I was trying to get at something about living in the Pacific Northwest, something about the past and the future merging, blending. The way a forest can be that and can stand for that, both reality and symbol. A walk in deep woods, its distant past present as soil underfoot, as an actual springy feel, as redolence; its recent downfalls or hundred-year-old nurse logs killing and nurturing life on every side – like a metaphor for something. The cool uncanniness of time. Fear of the future. Ignorance of the past blended with selective recollection.

I wrote, “A thousand years from now, some timber-lame Charlemagne might make Portland his capital.” I played with that for a few sentences, and then asked: “And this imaginary king, this petty emperor – what will he remember of us?”

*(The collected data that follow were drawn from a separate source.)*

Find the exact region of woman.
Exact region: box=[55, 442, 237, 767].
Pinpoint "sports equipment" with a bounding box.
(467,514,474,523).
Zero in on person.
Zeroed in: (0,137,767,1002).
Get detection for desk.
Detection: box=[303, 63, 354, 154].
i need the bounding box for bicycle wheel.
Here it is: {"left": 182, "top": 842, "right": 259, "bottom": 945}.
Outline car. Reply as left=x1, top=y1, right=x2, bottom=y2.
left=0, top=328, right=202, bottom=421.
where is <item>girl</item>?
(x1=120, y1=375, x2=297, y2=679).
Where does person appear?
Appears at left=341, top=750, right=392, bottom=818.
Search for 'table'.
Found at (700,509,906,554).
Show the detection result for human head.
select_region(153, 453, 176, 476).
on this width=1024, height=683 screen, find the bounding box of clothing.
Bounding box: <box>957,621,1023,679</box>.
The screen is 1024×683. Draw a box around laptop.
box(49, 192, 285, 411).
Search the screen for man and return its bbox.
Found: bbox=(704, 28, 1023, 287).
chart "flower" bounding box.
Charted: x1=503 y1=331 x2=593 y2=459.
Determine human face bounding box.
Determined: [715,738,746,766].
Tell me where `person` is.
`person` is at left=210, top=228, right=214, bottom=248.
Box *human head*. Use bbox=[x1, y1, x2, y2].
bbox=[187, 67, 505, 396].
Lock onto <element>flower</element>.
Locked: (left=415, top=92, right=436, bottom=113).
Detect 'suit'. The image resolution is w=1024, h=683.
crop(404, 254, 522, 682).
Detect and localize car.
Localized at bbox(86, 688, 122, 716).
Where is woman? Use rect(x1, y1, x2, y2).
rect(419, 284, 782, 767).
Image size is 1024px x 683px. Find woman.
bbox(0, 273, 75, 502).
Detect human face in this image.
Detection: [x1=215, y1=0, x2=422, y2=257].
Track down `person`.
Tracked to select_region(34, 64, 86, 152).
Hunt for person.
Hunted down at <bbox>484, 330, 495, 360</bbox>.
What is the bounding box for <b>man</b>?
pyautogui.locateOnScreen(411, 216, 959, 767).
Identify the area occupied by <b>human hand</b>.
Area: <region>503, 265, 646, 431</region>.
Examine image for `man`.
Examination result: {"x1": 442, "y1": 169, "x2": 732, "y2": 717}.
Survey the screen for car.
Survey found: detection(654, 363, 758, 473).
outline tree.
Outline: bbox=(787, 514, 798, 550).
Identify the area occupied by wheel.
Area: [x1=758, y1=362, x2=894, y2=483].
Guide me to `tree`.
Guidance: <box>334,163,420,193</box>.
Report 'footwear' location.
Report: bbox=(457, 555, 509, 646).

As I wrote the first line, I knew I was making trouble for us – for Juliane, my translator over in Heidelberg. And for Lotte, my Austrian friend, a Portlander who will struggle with me in the second stage, the “translation editing” wherein the Anglophone with his limited German asks the native speaker – a talented translator herself – about passages in Juliane’s proffered version. He asks if the German translation really gets it, captures it, in feel as well as in fact. Whether it has fun where I have had fun, or sets up paradox or complicated feeling where the English has done so.

After many decades of being a writer, it is working on translation this way that has taught me that feel counts as much as plot or evidence or logic or any of the other more linear dimensions of writing. That choosing tone and register, sometimes playing with contrast of high and low – these create the actual word-by-word experience of reading. The springy duff underfoot, the redolence, the emotion, the surprise. Step by step.

Humans are weird mixtures of nobility and baseness, and our daily experience is of starry-sky contemplations while the foot lands on a turd. And the art of translation shares this challenge with the art of writing: the challenge of capturing the full range. Of being true to the blending nuances, the irrational irreducibility. The laughable, unbearable feel of it. Of getting that texture into the text.